[YOUR GOAL] Using the data below, print exactly the line with "has width=868, height=408.", the line with "Image resolution: width=958", and every line between them, but none of the pictures.

*** Block opens ***

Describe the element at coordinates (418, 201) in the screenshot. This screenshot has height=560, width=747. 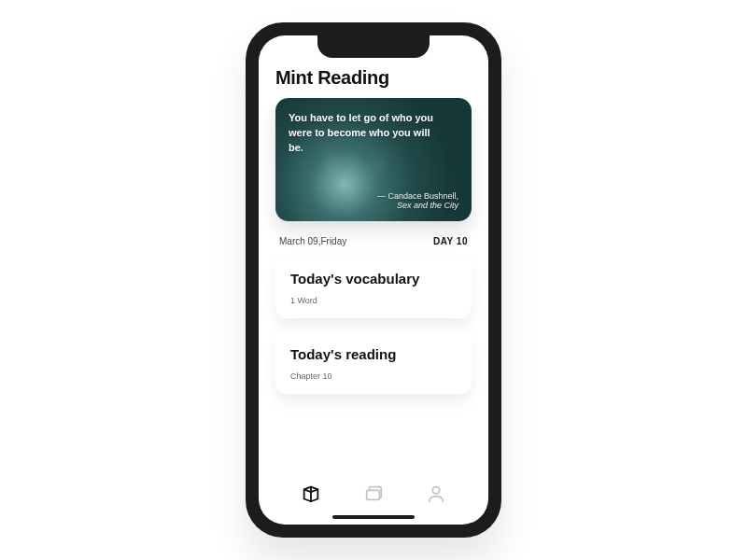
I see `hero-attribution: — Candace Bushnell, Sex and the City` at that location.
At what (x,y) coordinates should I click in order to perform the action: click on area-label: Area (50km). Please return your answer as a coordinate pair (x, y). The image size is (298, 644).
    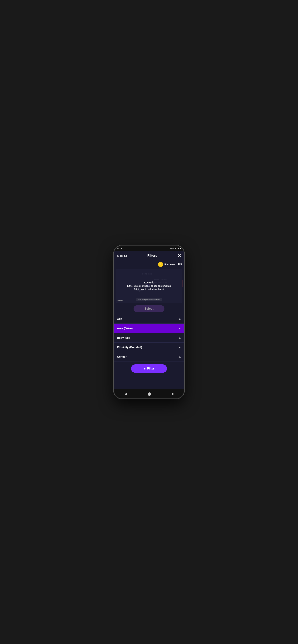
    Looking at the image, I should click on (125, 328).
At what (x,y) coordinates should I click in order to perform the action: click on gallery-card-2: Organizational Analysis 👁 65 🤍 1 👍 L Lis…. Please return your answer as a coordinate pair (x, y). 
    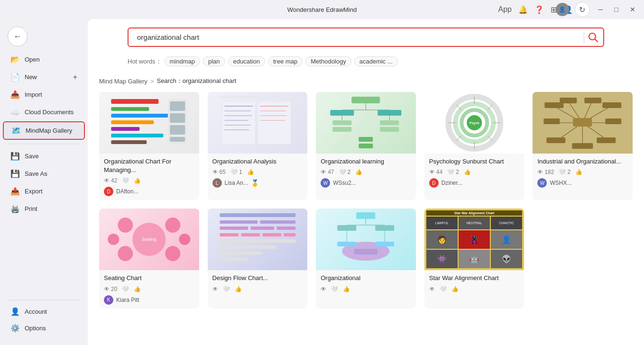
    Looking at the image, I should click on (258, 146).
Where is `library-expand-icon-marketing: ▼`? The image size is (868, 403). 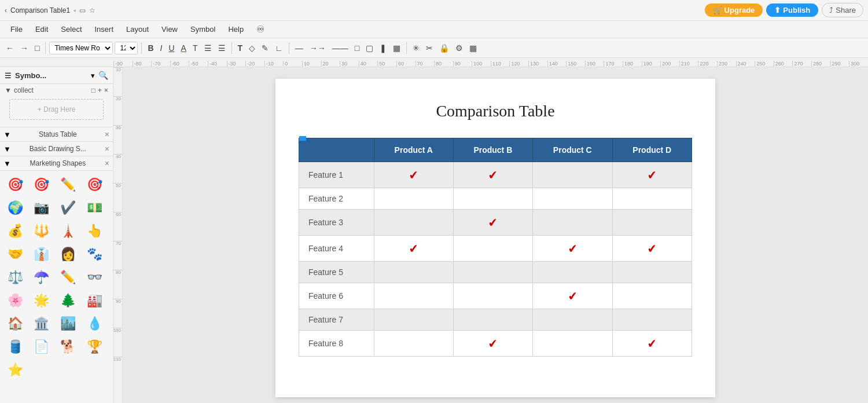 library-expand-icon-marketing: ▼ is located at coordinates (7, 163).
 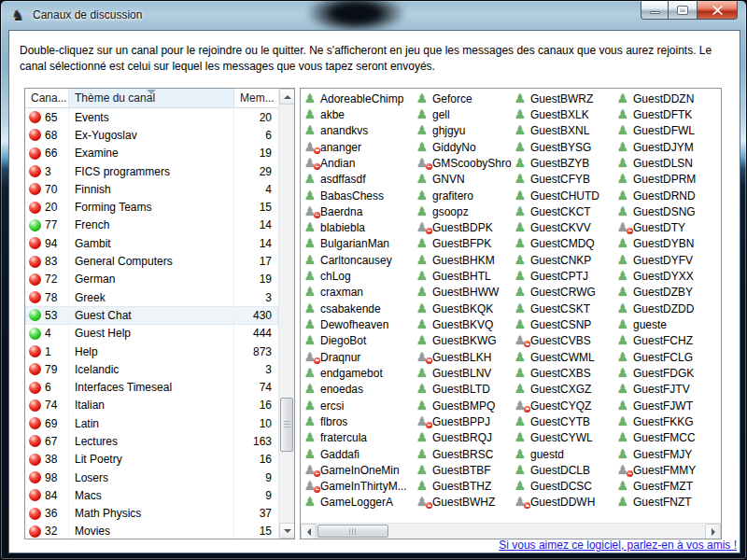 I want to click on user-item: ♟GuestBLKH, so click(x=465, y=357).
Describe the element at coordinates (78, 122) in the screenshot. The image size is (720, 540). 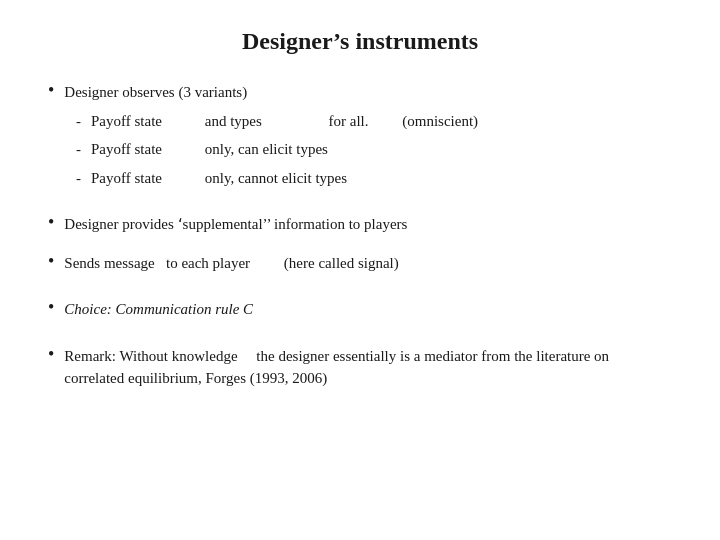
I see `sub-dash-1-1: -` at that location.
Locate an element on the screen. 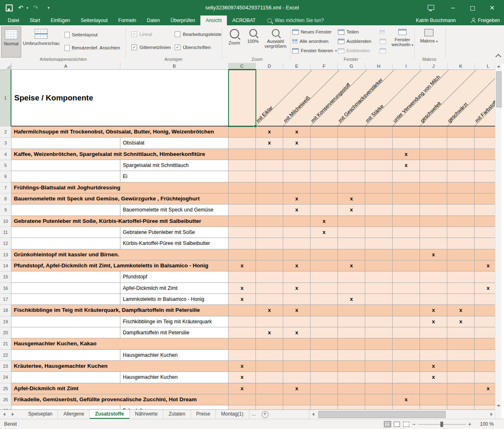 This screenshot has height=429, width=504. cell-K10 is located at coordinates (461, 221).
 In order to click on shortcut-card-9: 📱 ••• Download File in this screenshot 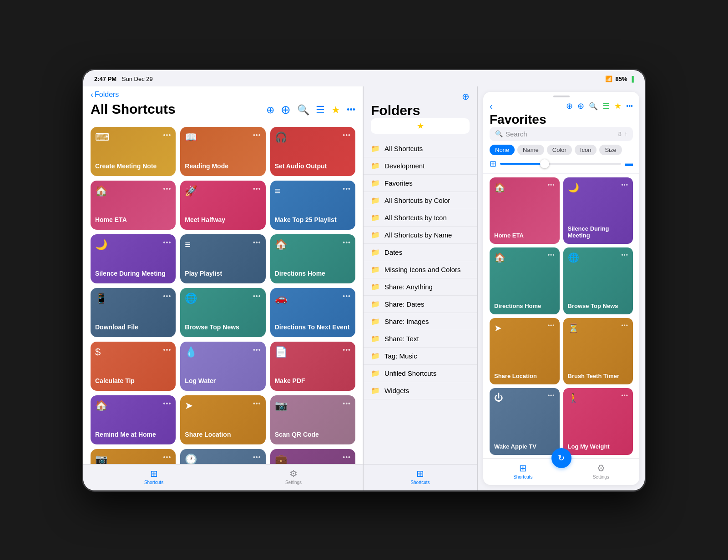, I will do `click(133, 313)`.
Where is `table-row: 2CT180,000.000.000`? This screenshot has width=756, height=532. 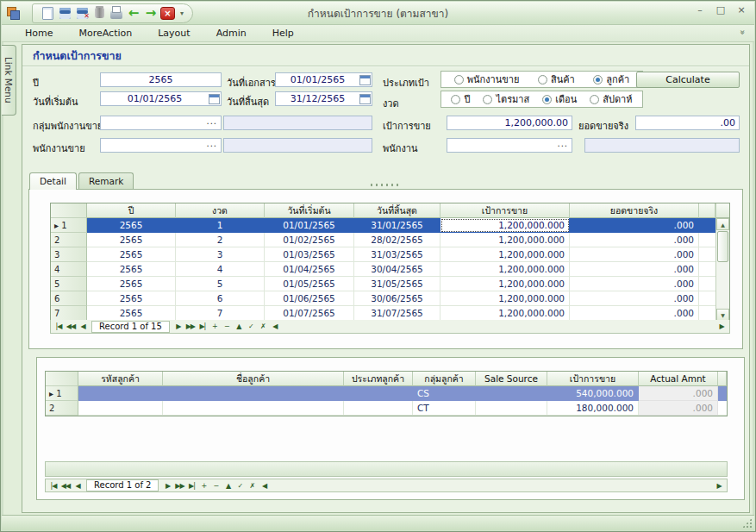 table-row: 2CT180,000.000.000 is located at coordinates (386, 409).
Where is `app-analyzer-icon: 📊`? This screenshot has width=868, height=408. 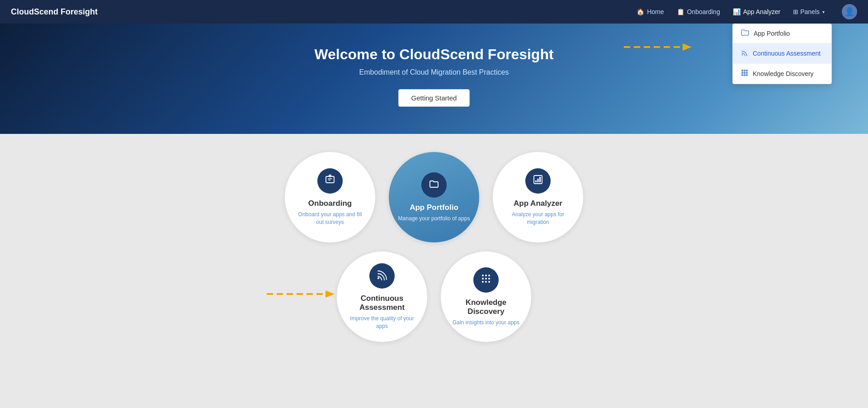
app-analyzer-icon: 📊 is located at coordinates (737, 12).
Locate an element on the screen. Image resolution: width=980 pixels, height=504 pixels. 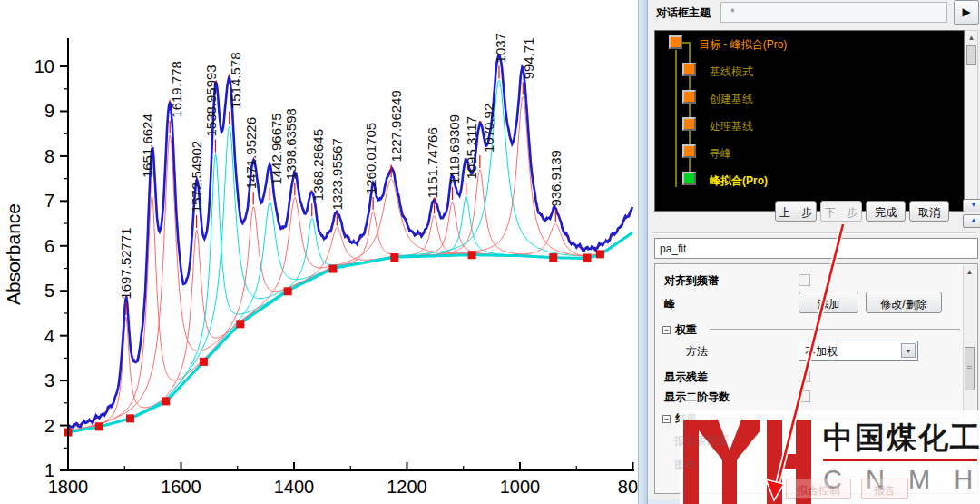
tree-item-fit-peaks: 峰拟合(Pro) is located at coordinates (739, 182).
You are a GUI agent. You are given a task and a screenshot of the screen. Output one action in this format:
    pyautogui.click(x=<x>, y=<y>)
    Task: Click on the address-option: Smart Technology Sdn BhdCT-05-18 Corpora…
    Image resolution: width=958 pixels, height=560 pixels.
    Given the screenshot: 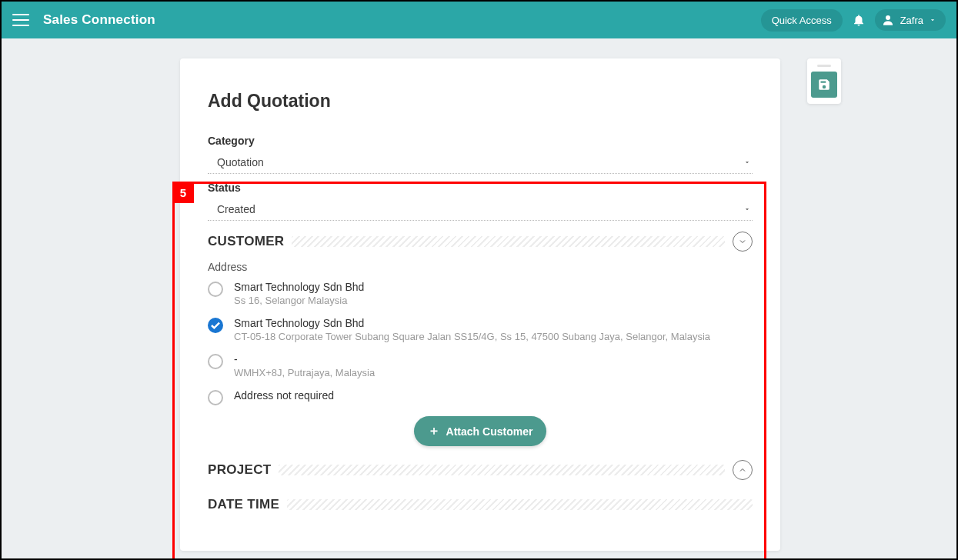 What is the action you would take?
    pyautogui.click(x=480, y=329)
    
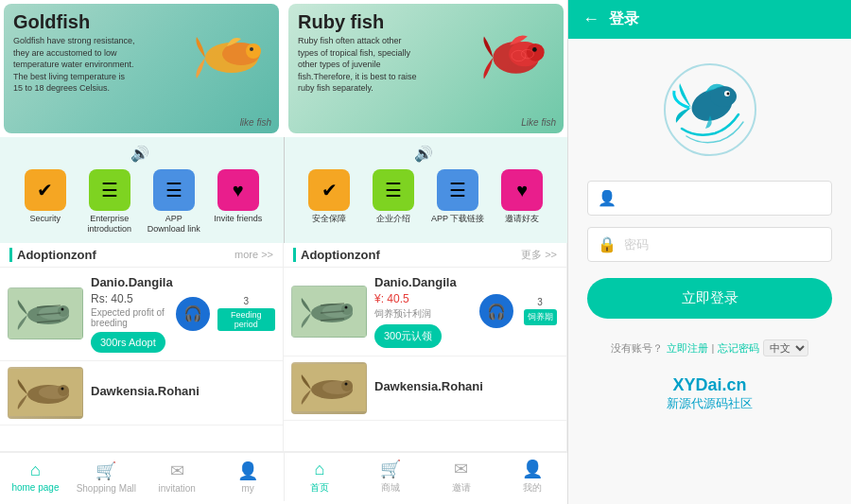 The image size is (851, 504). Describe the element at coordinates (142, 314) in the screenshot. I see `danio-item-english: Danio.Dangila Rs: 40.5 Expected profit o…` at that location.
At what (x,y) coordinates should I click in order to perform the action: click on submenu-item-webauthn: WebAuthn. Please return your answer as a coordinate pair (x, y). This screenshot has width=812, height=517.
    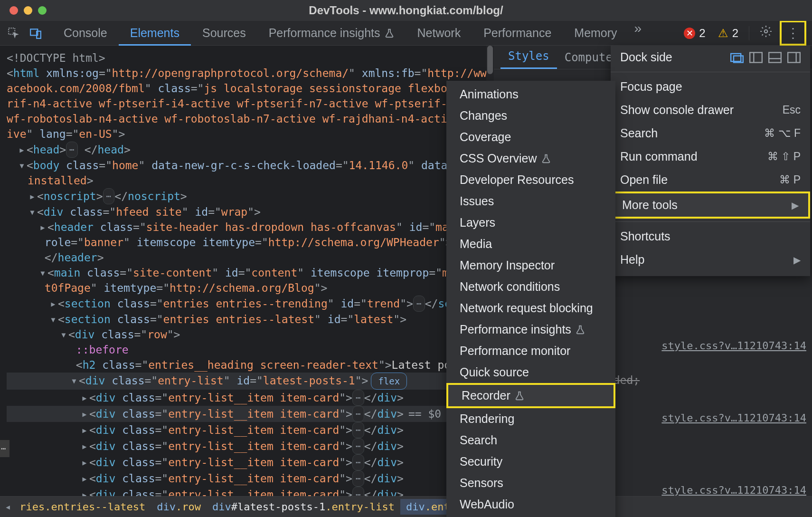
    Looking at the image, I should click on (531, 516).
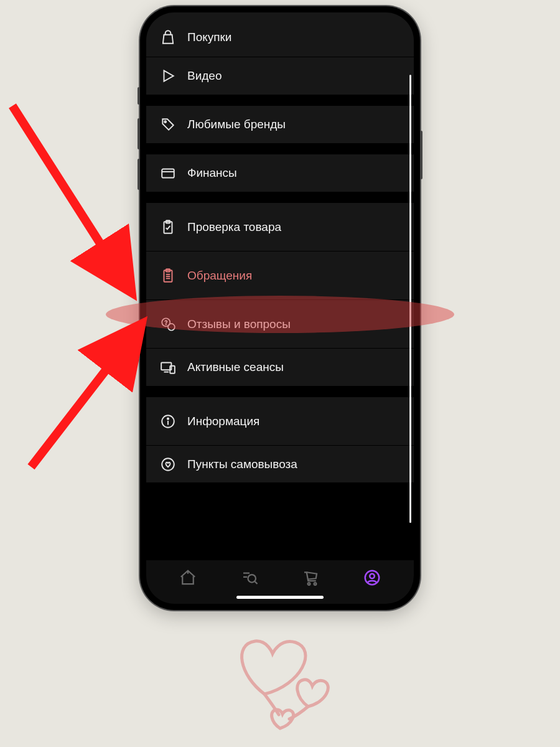  What do you see at coordinates (209, 37) in the screenshot?
I see `menu-item-label: Покупки` at bounding box center [209, 37].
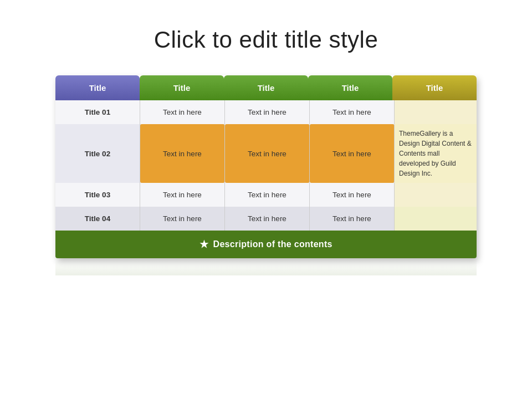 The height and width of the screenshot is (399, 532). I want to click on row4-col1: Text in here, so click(183, 218).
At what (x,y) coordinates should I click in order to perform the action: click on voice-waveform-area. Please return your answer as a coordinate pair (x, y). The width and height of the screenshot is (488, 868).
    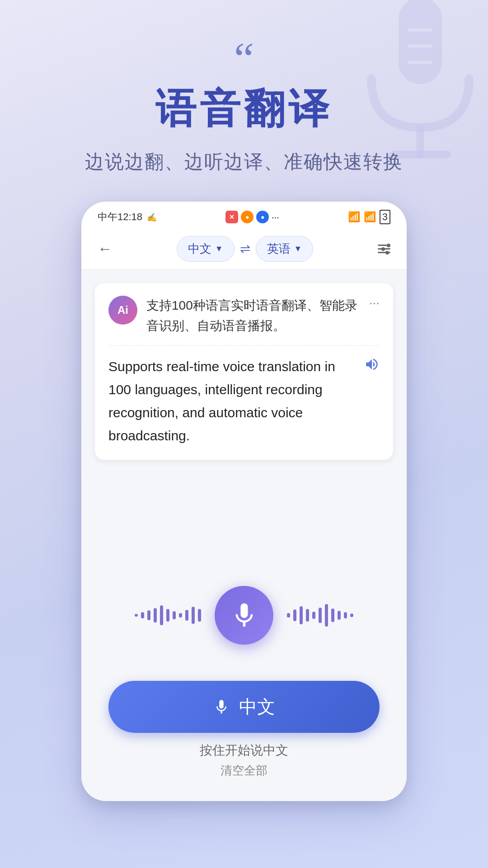
    Looking at the image, I should click on (244, 615).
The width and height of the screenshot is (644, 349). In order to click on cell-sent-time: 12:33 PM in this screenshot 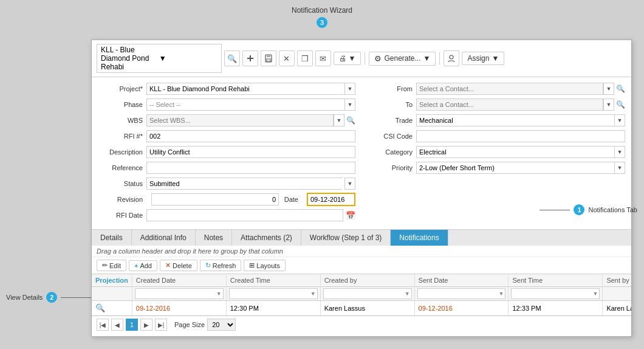, I will do `click(555, 308)`.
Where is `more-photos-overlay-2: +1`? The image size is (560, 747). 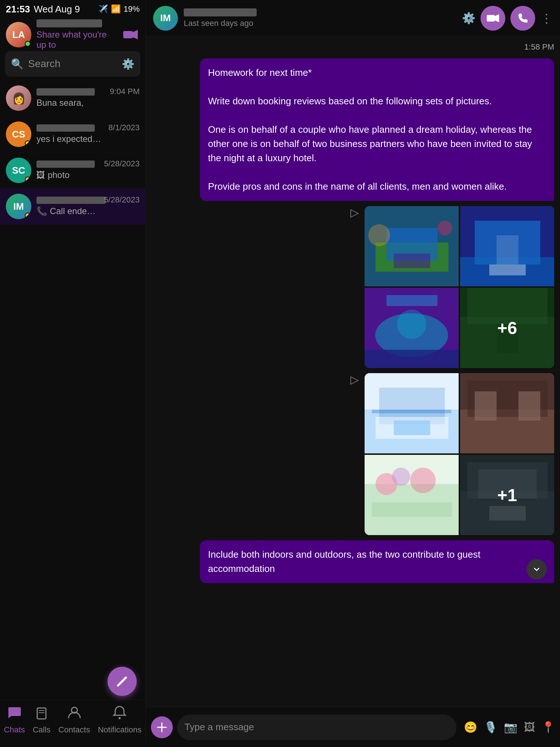
more-photos-overlay-2: +1 is located at coordinates (507, 495).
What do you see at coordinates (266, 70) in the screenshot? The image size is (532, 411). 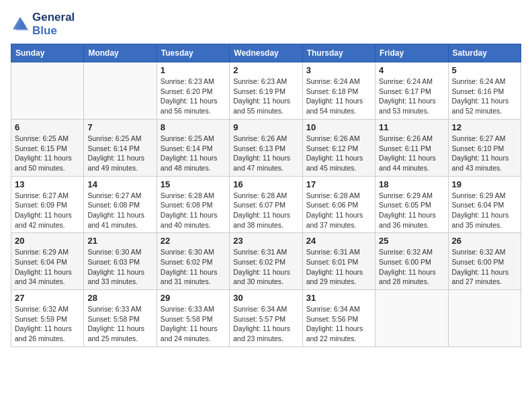 I see `day-number: 2` at bounding box center [266, 70].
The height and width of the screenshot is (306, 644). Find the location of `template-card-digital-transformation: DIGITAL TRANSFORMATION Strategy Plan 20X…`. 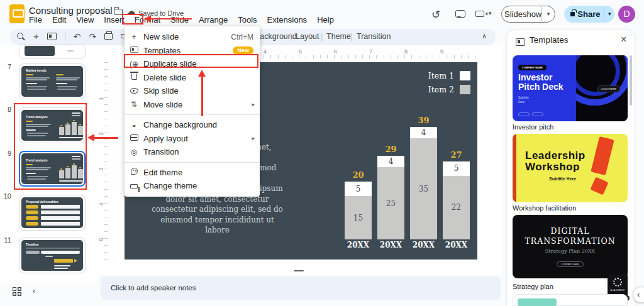

template-card-digital-transformation: DIGITAL TRANSFORMATION Strategy Plan 20X… is located at coordinates (570, 246).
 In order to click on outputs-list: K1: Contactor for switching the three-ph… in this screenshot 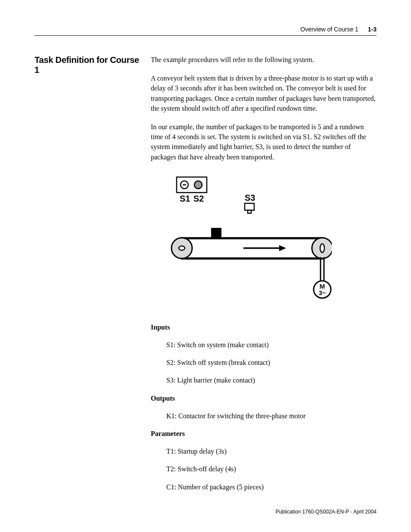, I will do `click(264, 416)`.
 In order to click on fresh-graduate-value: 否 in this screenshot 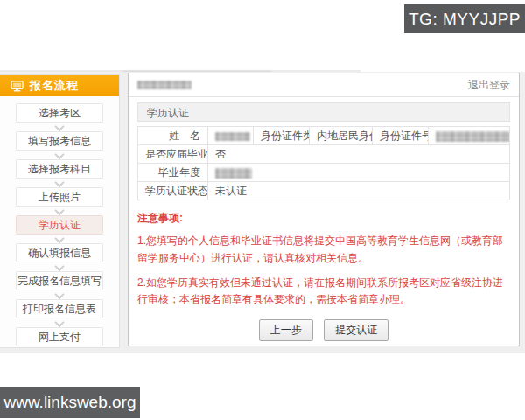, I will do `click(359, 154)`.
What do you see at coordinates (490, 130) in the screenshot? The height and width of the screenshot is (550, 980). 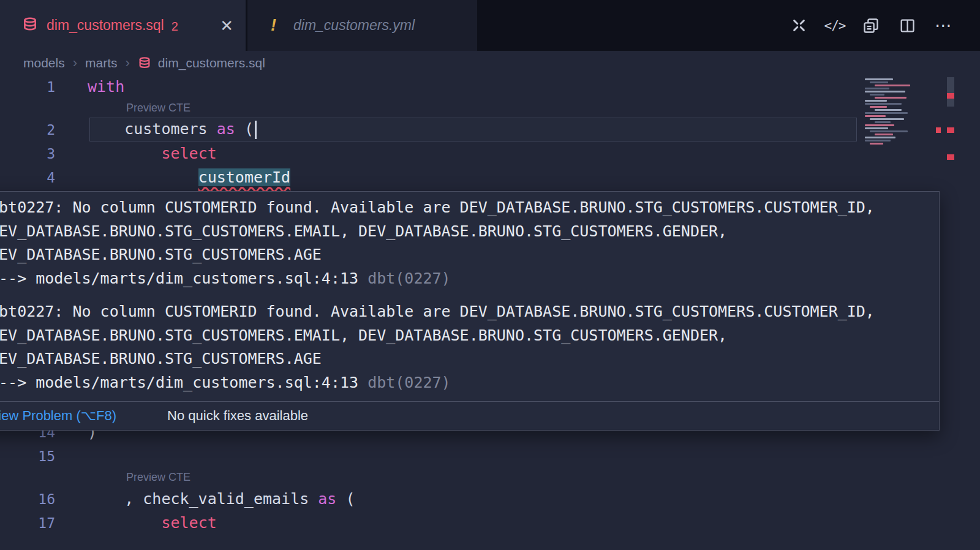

*** Block closes ***

[RESPONSE TO THE TASK]
Where is `app-analyzer-icon: 📊`? This screenshot has width=868, height=408. 
app-analyzer-icon: 📊 is located at coordinates (737, 12).
Locate an element on the screen. Image resolution: width=980 pixels, height=504 pixels. 
tree-item-fit-peaks: 峰拟合(Pro) is located at coordinates (739, 182).
You are a GUI agent. You are given a task and a screenshot of the screen. Output one action in this format:
    pyautogui.click(x=<x>, y=<y>)
    Task: Click on the address-option: Smart Technology Sdn BhdCT-05-18 Corpora…
    Image resolution: width=958 pixels, height=560 pixels.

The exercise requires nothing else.